Selene's hand was on her shoulder instantly, grounding her. "Steady. Don't drown in it. Let the thread show you, but don't hold it too tightly."
Arielle nodded shakily, trying to find her breath. She pictured the bond whole, imagined it glowing steady and strong, and felt the hum in her chest align with the strand's pulse. Slowly, its flicker steadied, the thread glowing warm beneath her hand.
When she finally released it, she staggered back, her palms clammy, her chest tight. "Is it always like that? Feeling everything?"
Selene studied her, their expression unreadable. "For most Threadbinders, yes. Some burn out because they can't handle it. Some… get addicted."

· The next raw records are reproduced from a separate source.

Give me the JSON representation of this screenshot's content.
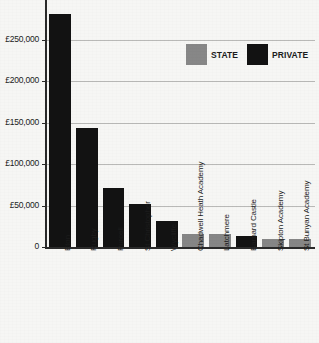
{
  "chart_data": {
    "type": "bar",
    "title": "",
    "xlabel": "",
    "ylabel": "",
    "ylim": [
      0,
      290000
    ],
    "grid": true,
    "legend_position": "top-right",
    "categories": [
      "Eton",
      "Rugby",
      "Purcell",
      "St Christopher",
      "Wycliffe",
      "Chadwell Heath Academy",
      "Latchmere",
      "Barnard Castle",
      "Skipton Academy",
      "St Bunyan Academy"
    ],
    "values": [
      282000,
      144000,
      71000,
      52000,
      32000,
      16000,
      16000,
      13000,
      10000,
      10000
    ],
    "sectors": [
      "private",
      "private",
      "private",
      "private",
      "private",
      "state",
      "state",
      "private",
      "state",
      "state"
    ],
    "yticks": [
      0,
      50000,
      100000,
      150000,
      200000,
      250000
    ],
    "ytick_labels": [
      "0",
      "£50,000",
      "£100,000",
      "£150,000",
      "£200,000",
      "£250,000"
    ],
    "legend": [
      {
        "label": "STATE",
        "key": "state",
        "color": "#878787"
      },
      {
        "label": "PRIVATE",
        "key": "private",
        "color": "#121212"
      }
    ],
    "colors": {
      "state": "#878787",
      "private": "#121212",
      "background": "#f6f6f4",
      "gridline": "#b9b9b7",
      "axis": "#2a2a2a",
      "text": "#1c1c1c"
    }
  }
}
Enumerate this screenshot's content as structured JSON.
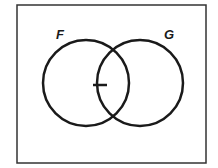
{
  "diagram": {
    "type": "venn",
    "frame": {
      "x": 17,
      "y": 5,
      "width": 189,
      "height": 158,
      "stroke": "#333333"
    },
    "sets": [
      {
        "label": "F",
        "cx": 86,
        "cy": 83,
        "r": 43,
        "label_x": 56,
        "label_y": 39
      },
      {
        "label": "G",
        "cx": 140,
        "cy": 83,
        "r": 43,
        "label_x": 164,
        "label_y": 39
      }
    ],
    "marker": {
      "shape": "dash",
      "x1": 93,
      "y1": 85,
      "x2": 107,
      "y2": 85
    },
    "stroke_color": "#1a1a1a"
  }
}
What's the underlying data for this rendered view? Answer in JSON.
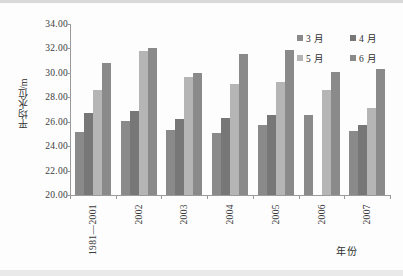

"Addicted?" Arielle's brow furrowed.
Selene spun the silver needle between their fingers. "The bonds feel realer than anything else. Love, loyalty, even grief. If you're not careful, you stop weaving to help people and start weaving just to feel. And that's when the weave starts to consume you."
Arielle looked back at the glowing threads. For the first time, she understood why the city's bonds felt so fragile. Not because they were weak — but because the power in each one could break someone who wasn't ready to hold it.
And somewhere, she felt it: a faint, cold tug, like a hand brushing her spine. The predator, watching.